Within its more limited scope, the Belfield decision provides a helpful approach to FISA cases by articulating both a solid rationale for FISA's in camera, ex parte provision and a workable balancing approach for determining whether open proceedings may be necessary. The Falvey decision, although broader in scope, does not provide a satisfactory rationale for FISA's deviation from the traditional fourth amendment warrant requirement, nor does it articulate a workable approach to evaluating a FISA-warranted surveillance. The Falvey court, by predicating its upholding of FISA on an acceptance of the national security exception, may perpetuate a debate that the statute …


A Comment On The Burger Court And "Judicial Activism", Robert F. Nagel Jan 1981

A Comment On The Burger Court And "Judicial Activism", Robert F. Nagel

Publications

No abstract provided.


Recent Cases, Richard T. Hurt, Jay D. Christiansen, William J. Rees, William D. Gutermuth Apr 1976

Recent Cases, Richard T. Hurt, Jay D. Christiansen, William J. Rees, William D. Gutermuth

Vanderbilt Law Review

Constitutional Law--Action Under Color of State Law--Legislative Authorization of Private Action Resembling Public Function Constitutes Action Under Color of State Law

The instant case creates a two to two split in the circuits on the question whether the seizure of a tenant's possessions under a land-lord lien statute is action under color of state law. The decisions in Davis and Anastasia provide the potential for abuse that Fuentes was designed to prevent-the indiscriminate entry into the debtor's home and seizure of his belongings without prior notice and hearing.Hall and the instant opinion, however, provide a more equitable result. While the …

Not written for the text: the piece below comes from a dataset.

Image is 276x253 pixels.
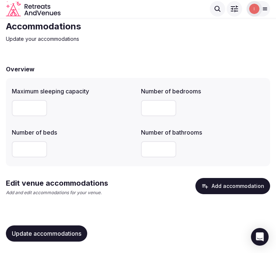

Recent Cases, Law Review Staff Dec 1951

Recent Cases, Law Review Staff

Vanderbilt Law Review

RECENT CASES

ADMINISTRATIVE LAW--FINANCIAL RESPONSIBILITY ACT--REVOCATION OF DRIVER'S LICENSE WITHOUT HEARING

CONSTITUTIONAL LAW--ECONOMIC REGULATION--STATE COURT INTERPRETATIONS OF SUBSTANTIVE DUE PROCESS

CONSTITUTIONAL LAW--EMINENT DOMAIN FOR SLUM CLEARANCE--EFFECT OF SALE OR LEASE OF PROPERTY TO PRIVATE PERSONS FOR REDEVELOPMENT

CONSTITUTIONAL LAW--INTERGOVERNMENTAL RELATIONS--STATE SALES TAX ON INDEPENDENT CONTRACTOR DEALING WITH FEDERAL AGENCY WHOSE "ACTIVITIES" ARE EXEMPTED

CRIMINAL LAW--EFFECT OF PROOF OF COMPLETED CRIME ON CHARGE OF ATTEMPT--FATAL VARIANCE

FEDERAL JURISDICTION--FORUM NON CONVENIENS--STAY OF FEDERAL ACTION PENDING STATE DECISION

INSANE PERSONS--COMMITMENT PROCEEDINGS--REQUIREMENT OF REASONABLE NOTICE

RIGHT OF PRIVACY--PUBLICATION OF PICTURES AS OFFENSE TO "ORDINARY SENSIBILITIES"--QUESTION OF LAW OR FACT?